[A Tasmanian pademelon, aka a rufous wallaby] |
Australia's
a big country
An'
Freedom's humping bluey,
An'
Freedom's on the wallaby
Oh!
don't you hear 'er cooey?
Henry Lawson’s 1891
poem, “Freedom on the Wallaby”, made famous an Australian saying that had already
been around for half a century. It was the shearers’ strike of the 1890s that
made going “on the wallaby” a commonplace. It meant travelling around the bush,
carrying only your essential gear (“humping bluey”), looking for work.
It’s a notion that exerts
a romantic pull on today’s overwhelmingly urban populace. While the original
possibility of starvation might have been forgotten, the rest of the
fantasy retains a strong hold on grey nomads and many other Australians. The freedom of the
road; the ability to move on to wherever the weather or your fancy leads, has
huge appeal.
But what about the
actual wallaby from which the saying derives? Is there anything about the
smaller relation of the kangaroo that we ought emulate or admire? For starters
there’s its wonderfully warm, weather-proof coat. See one fluffed and hunched against
the rain or snow of the Tasmanian highlands, and you see a creature perfectly
adapted to its surroundings. Add its efficient mode of travel, its ability to
find food and shelter almost anywhere, and its in-built load carrying pouch,
and there’s much to envy.
[Bennetts wallabies in snow, Walls of Jerusalem National Park] |
Over the last few
years our garden and local bush have given me ample opportunity to observe our
two local wallaby species: the Bennetts wallaby (Macropus rufogriseus) and the Tasmanian pademelon (Thylogale billardierii). Both are
abundant to the extent that we hear their foot-thumping and territorial coughing/growling
during the night.
There’s joy enough in
sharing our space with such wonderful creatures, but we also gain their
services as grass removers. I could say lawnmowers, but that would imply that our
bit of grass is lawn-like. They even re-process said grass in a pelletised form
of manure. On the debit side we do lose the unprotected foliage of any tasty
plants in our garden. They have even developed a taste for bay leaves and
lemons. Still, overall we’re happy with the balance sheet between us.
[A tell-tale wallaby scat in the garden] |
Beyond our fence the
bush is criss-crossed with wallaby tracks. They intersect with human bush tracks
at various points, and reveal an instructive contrast. Where the human tracks
tend to be linear, grid-like, the wallaby tracks (also called “pads”) at first
appear rather random. But follow the pads for a while and you’ll often find
they have a clever efficiency about them.
Where there is
water to be found, the pads move neatly across the slope – diagonally where
necessary – from shelter or food to the water source. Rarely are the tracks
steeply straight up or down the slope. Often they are through, or close to, any sheltering foliage.
[A wallaby pad crosses a slope in our local bush] |
Bushwalking is my
preferred form of going “on the wallaby”. My “bluey” is a backpack; my swag a
sleeping bag and tent; my “toil” is to struggle up a mountain, around a lake or through a canyon. These places pay me back in a currency that can’t be counted.
In more remote
parts of Tasmania I'll confess I've occasionally become confused between human tracks and animal pads, and have found myself literally on the wallaby (tracks). Given the multi-generational nature of animal movements, such animal pads can
be a well-worn and efficient means of getting from one place to another.
But there are a
couple of caveats for following
pads. Firstly I’ll want to know that the wallaby (or wombat, or whatever) was
wanting to go the same way as I am. And secondly I’ll want to be sure I can
actually, physically, follow their track. Wombats and pademelons in particular
are very good at finding their way beneath and through thick bush. I’ve found
to my cost that I’m next-to-useless at doing the same while wearing a large
backpack. As Lawson could have told me, it's not always easy being on the wallaby.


- What is needed
In your copy, repeat each record exactly and include no pictures.

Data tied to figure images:
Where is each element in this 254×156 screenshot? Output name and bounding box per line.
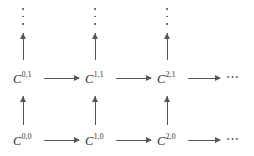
vertical-arrow-c01-to-vdots — [20, 33, 27, 60]
node-c01-base: C — [13, 72, 21, 86]
arrow-shaft — [188, 78, 220, 79]
arrow-head — [74, 137, 80, 143]
vertical-arrow-c11-to-vdots — [92, 33, 99, 60]
horizontal-arrow-c10-to-c20 — [116, 137, 151, 144]
horizontal-arrow-c21-to-hdots — [188, 75, 220, 82]
node-c00-base: C — [13, 134, 21, 148]
node-c01: C0,1 — [13, 72, 31, 86]
dot — [166, 8, 168, 10]
vertical-arrow-c21-to-vdots — [164, 33, 171, 60]
node-c21: C2,1 — [157, 72, 175, 86]
horizontal-arrow-c01-to-c11 — [44, 75, 79, 82]
arrow-shaft — [23, 33, 24, 60]
node-c20: C2,0 — [157, 134, 175, 148]
node-c20-superscript: 2,0 — [166, 132, 176, 141]
arrow-shaft — [44, 140, 79, 141]
node-c20-base: C — [157, 134, 165, 148]
arrow-head — [92, 96, 98, 102]
arrow-head — [146, 75, 152, 81]
arrow-head — [20, 96, 26, 102]
dot — [22, 8, 24, 10]
node-c01-superscript: 0,1 — [22, 70, 32, 79]
vertical-ellipsis-column-0 — [21, 8, 25, 25]
node-c00-superscript: 0,0 — [22, 132, 32, 141]
vertical-ellipsis-column-1 — [93, 8, 97, 25]
node-c11-base: C — [85, 72, 93, 86]
arrow-shaft — [95, 96, 96, 125]
arrow-shaft — [116, 78, 151, 79]
arrow-shaft — [167, 96, 168, 125]
dot — [166, 23, 168, 25]
node-c11-superscript: 1,1 — [94, 70, 104, 79]
node-c10-base: C — [85, 134, 93, 148]
dot — [22, 23, 24, 25]
node-c00: C0,0 — [13, 134, 31, 148]
arrow-shaft — [167, 33, 168, 60]
dot — [22, 16, 24, 18]
dot — [94, 16, 96, 18]
vertical-arrow-c00-to-c01 — [20, 96, 27, 125]
arrow-head — [164, 33, 170, 39]
vertical-ellipsis-column-2 — [165, 8, 169, 25]
dot — [94, 23, 96, 25]
arrow-head — [164, 96, 170, 102]
arrow-head — [74, 75, 80, 81]
node-c11: C1,1 — [85, 72, 103, 86]
horizontal-ellipsis-row-0: ⋯ — [226, 133, 241, 146]
commutative-diagram: C0,1 C1,1 C2,1 ⋯ C0,0 C1,0 C2,0 — [0, 0, 254, 156]
node-c10: C1,0 — [85, 134, 103, 148]
arrow-head — [146, 137, 152, 143]
arrow-shaft — [188, 140, 220, 141]
horizontal-arrow-c20-to-hdots — [188, 137, 220, 144]
vertical-arrow-c10-to-c11 — [92, 96, 99, 125]
horizontal-ellipsis-row-1: ⋯ — [226, 71, 241, 84]
arrow-head — [215, 137, 221, 143]
arrow-head — [20, 33, 26, 39]
dot — [94, 8, 96, 10]
arrow-shaft — [23, 96, 24, 125]
node-c21-base: C — [157, 72, 165, 86]
dot — [166, 16, 168, 18]
arrow-head — [215, 75, 221, 81]
horizontal-arrow-c11-to-c21 — [116, 75, 151, 82]
arrow-shaft — [44, 78, 79, 79]
arrow-shaft — [116, 140, 151, 141]
horizontal-arrow-c00-to-c10 — [44, 137, 79, 144]
node-c21-superscript: 2,1 — [166, 70, 176, 79]
vertical-arrow-c20-to-c21 — [164, 96, 171, 125]
arrow-head — [92, 33, 98, 39]
arrow-shaft — [95, 33, 96, 60]
node-c10-superscript: 1,0 — [94, 132, 104, 141]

- Task result
Where is each element in this 254×156 screenshot? Output name and bounding box per line.
vertical-arrow-c01-to-vdots — [20, 33, 27, 60]
node-c01-base: C — [13, 72, 21, 86]
arrow-shaft — [188, 78, 220, 79]
arrow-head — [74, 137, 80, 143]
vertical-arrow-c11-to-vdots — [92, 33, 99, 60]
horizontal-arrow-c10-to-c20 — [116, 137, 151, 144]
horizontal-arrow-c21-to-hdots — [188, 75, 220, 82]
node-c00-base: C — [13, 134, 21, 148]
node-c01: C0,1 — [13, 72, 31, 86]
dot — [166, 8, 168, 10]
vertical-arrow-c21-to-vdots — [164, 33, 171, 60]
node-c21: C2,1 — [157, 72, 175, 86]
horizontal-arrow-c01-to-c11 — [44, 75, 79, 82]
arrow-shaft — [23, 33, 24, 60]
node-c20: C2,0 — [157, 134, 175, 148]
node-c20-superscript: 2,0 — [166, 132, 176, 141]
arrow-shaft — [44, 140, 79, 141]
node-c20-base: C — [157, 134, 165, 148]
arrow-head — [92, 96, 98, 102]
arrow-head — [146, 75, 152, 81]
arrow-head — [20, 96, 26, 102]
dot — [22, 8, 24, 10]
node-c01-superscript: 0,1 — [22, 70, 32, 79]
vertical-ellipsis-column-0 — [21, 8, 25, 25]
node-c00-superscript: 0,0 — [22, 132, 32, 141]
vertical-ellipsis-column-1 — [93, 8, 97, 25]
node-c11-base: C — [85, 72, 93, 86]
arrow-shaft — [95, 96, 96, 125]
arrow-shaft — [116, 78, 151, 79]
arrow-shaft — [167, 96, 168, 125]
dot — [166, 23, 168, 25]
node-c11-superscript: 1,1 — [94, 70, 104, 79]
node-c10-base: C — [85, 134, 93, 148]
dot — [22, 23, 24, 25]
node-c00: C0,0 — [13, 134, 31, 148]
arrow-shaft — [167, 33, 168, 60]
dot — [22, 16, 24, 18]
dot — [94, 16, 96, 18]
vertical-arrow-c00-to-c01 — [20, 96, 27, 125]
arrow-head — [164, 33, 170, 39]
vertical-ellipsis-column-2 — [165, 8, 169, 25]
dot — [94, 23, 96, 25]
arrow-head — [164, 96, 170, 102]
arrow-head — [74, 75, 80, 81]
node-c11: C1,1 — [85, 72, 103, 86]
horizontal-ellipsis-row-0: ⋯ — [226, 133, 241, 146]
commutative-diagram: C0,1 C1,1 C2,1 ⋯ C0,0 C1,0 C2,0 — [0, 0, 254, 156]
node-c10: C1,0 — [85, 134, 103, 148]
arrow-head — [146, 137, 152, 143]
arrow-shaft — [188, 140, 220, 141]
horizontal-arrow-c20-to-hdots — [188, 137, 220, 144]
vertical-arrow-c10-to-c11 — [92, 96, 99, 125]
horizontal-ellipsis-row-1: ⋯ — [226, 71, 241, 84]
arrow-head — [215, 137, 221, 143]
arrow-head — [20, 33, 26, 39]
dot — [94, 8, 96, 10]
arrow-shaft — [23, 96, 24, 125]
node-c21-base: C — [157, 72, 165, 86]
dot — [166, 16, 168, 18]
arrow-head — [215, 75, 221, 81]
horizontal-arrow-c11-to-c21 — [116, 75, 151, 82]
arrow-shaft — [44, 78, 79, 79]
arrow-shaft — [116, 140, 151, 141]
horizontal-arrow-c00-to-c10 — [44, 137, 79, 144]
node-c21-superscript: 2,1 — [166, 70, 176, 79]
vertical-arrow-c20-to-c21 — [164, 96, 171, 125]
arrow-head — [92, 33, 98, 39]
arrow-shaft — [95, 33, 96, 60]
node-c10-superscript: 1,0 — [94, 132, 104, 141]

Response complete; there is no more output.